We annualize the ratio metrics over 365 days — the markets we trade do not sleep on weekends. What each metric really says, and when it lies, is a separate article: Metrics: how to tell a good strategy from a lucky one.
And how should the fitness be chosen? Our analyses are unambiguous: you will not get the most robust solution by breeding purely for a profit metric — you will breed gamblers. But optimizing purely for drawdown does not work either: such an algorithm starts rejecting any trading that could even contribute to an equity dip — and breeds a strategy that prefers not to trade at all. The right answer is a combination: risk-weighted, penalized metrics — typically PROM or composite scores.
One instrument, or a whole universe
You can optimize on a single market — or on a whole universe of instruments: a basket of markets that meet the strategy's conditions. A candidate then is not graded on how well it fits bitcoin, but on how it holds up across the basket — a much stricter exam (we covered the levels of composition in strategy portfolios). Universes deserve their own article — how they are defined, how strategies built on them work, and how to defend against survivorship bias. It is in the works.

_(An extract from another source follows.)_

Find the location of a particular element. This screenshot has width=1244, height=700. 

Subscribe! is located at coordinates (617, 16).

The result: a landscape, not a winner
The most valuable thing about a finished optimization is not row number one. It is the shape of the whole result landscape: where clusters of working settings form, where the plateaus are, where the strategy earns across many neighbouring variants — and where lone peaks stick out that work in a single point only. A plateau means robustness; a peak almost certainly means overfitting. That is why we read results through profit-versus-drawdown scatter plots, clusters and parameter maps — we look for where the strategy works, not which number won.
Clusters and plateaus
How to read a PCP
The live ETH/USDC grid
And here is that landscape, live. Not an illustration — a real, completed exact grid of one of our trend-following templates on the ETH/USDC pair (Binance): 14,070 parameter combinations, not a single run failed. The charts show the length band up to 60, where the main action of the landscape happens (multiplier unrestricted); the rendering is the same as in our platform. Try it: in the first chart, drag along a vertical axis to filter candidates (say, low drawdowns only); the second one rotates with your mouse.

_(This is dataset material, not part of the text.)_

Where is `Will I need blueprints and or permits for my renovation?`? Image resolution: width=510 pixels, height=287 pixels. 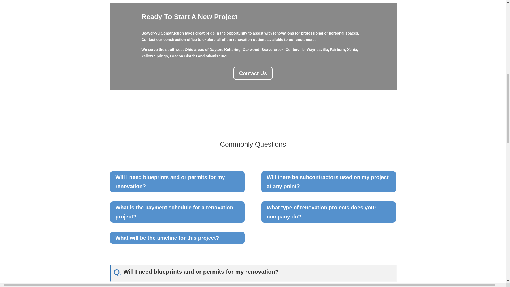 Will I need blueprints and or permits for my renovation? is located at coordinates (177, 181).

What the complete grid showed: in the length band up to 60, 1,835 of 4,200 candidates (44 %) finished profitable. The most robust plateau sits at lengths ~23–35 with multipliers 2.2–2.8 — cell-average PnL of 130–170 % — and the single best run (+184.6 %) lies right on its ridge: the winner is not a lone tower but the top of a contiguous plateau. Long lengths, by contrast, form a vast dead plain around zero. That is exactly the shape we look for — and exactly a conclusion for walk-forward, not a ticket to live trading.

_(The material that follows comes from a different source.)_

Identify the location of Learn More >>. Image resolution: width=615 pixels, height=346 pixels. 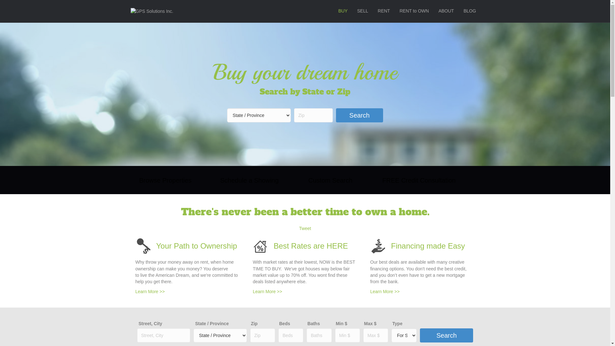
(268, 292).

Genetics as a building block of orchestration
And now the most important part: genetic optimization is one of the first phases of testing, not the last. We never take the best — that is, the most optimal and therefore most likely overfitted — test and say “thanks, bye, going live”. The most promising regions of the landscape continue into walk-forward — and here the power of the orchestration shows: every in-sample window of the walk-forward is itself a genetic optimization. On each slice of history its own evolution runs, its winning settings are verified blind on the following out-of-sample slice, the window rolls forward and everything repeats. Add Monte Carlo on top of the results — and one strategy has thousands of backtests behind it, managed by the platform as a single whole: queues, parallel runs, aggregated results. That is what testing you can trust looks like.